My informant said she always kind of resented the rule because she didn’t see the point of it and it inconvenienced her. She followed it to please her family, though, and admitted sometimes it was fun because it was something the family all did. In that way, it was a bonding experience.
I’d never heard of the superstition before but I think it’s interesting how it gives special importance to the first day of the year, as if what happens on that day will affect the whole year. Also interesting is the idea that physically keeping items in the house will mean a preservation of less tangible accomplishments and gains made in the previous year.
Birthday ear pulling in Italy
My informant grew up in Italy, where there was a tradition that on someone’s birthday, his friends would pull on his ears once for each year he was old. He speculated that this could be because of a belief that the ears are associated with memory and so pulling them might make one better remember life as it passed them by. The other possible explanation he offered was that because earlobes grow as a person grows, this ritual of pulling them might be to wish a person a longer life.
It was never actually a tradition he particularly liked because he found it physically uncomfortable, but it reminds him of the time he spent in Italy growing up before coming to America. It also makes him remember the friends he had there as a kid and the birthday parties he used to have with them.
Personally, I would readily accept either of his suggestions for the meaning of this ritual. Otherwise, it could just be a thing children made up to annoy each other; it reminds me of the punch for each year birthday tradition in America. Maybe it’s used then as a painful/bothersome initiation into the next year of your life. Once you get past it, you come out better for having gone through the experience. I like his explanations better, though.
Vietnamese Full Moon
Transcribed Text:
“A full moon is like good luck. Cuz like the way they see it, it lights up their night.”
The informant is a student at the University of Southern California. The informant says she learned this folk belief from her parents when she was younger and visiting Vietnam. She says that contrast to American belief that a full moon is bad, as it is often associated with werewolves, she says a full moon in Vietnam is good luck because in their perspective, a full moon lights up the night. She thinks it’s interesting how the two folk beliefs completely contrast each other in the two cultures with which she has grown up in. It is interesting how different folklore can be across regions, even when they are basing their beliefs on the same object; in this case, the moon. Many cultures have very different interpretations and beliefs about things such as the moon.
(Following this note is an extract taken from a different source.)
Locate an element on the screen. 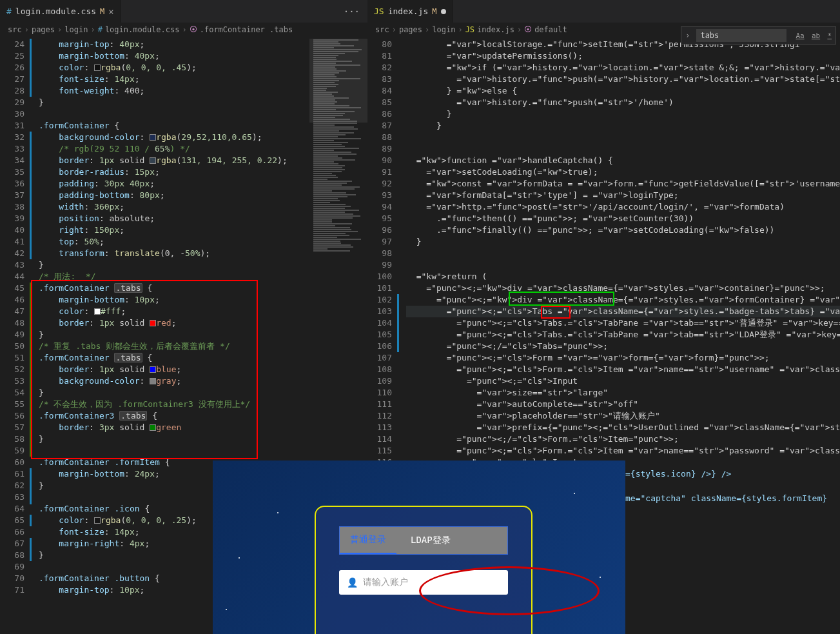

Each culture bases their calendar on a different cycle or different concept. In Vietnamese culture, they base their calendar on the lunar cycle, which could be a large reason why the full moon is a very positive and big deal there, as they even have the Full Moon Festival in the fall, according to the informant. In contrast, Western culture focuses more on the solar cycle for the calendar, which could be why the moon isn’t represented in a positive way.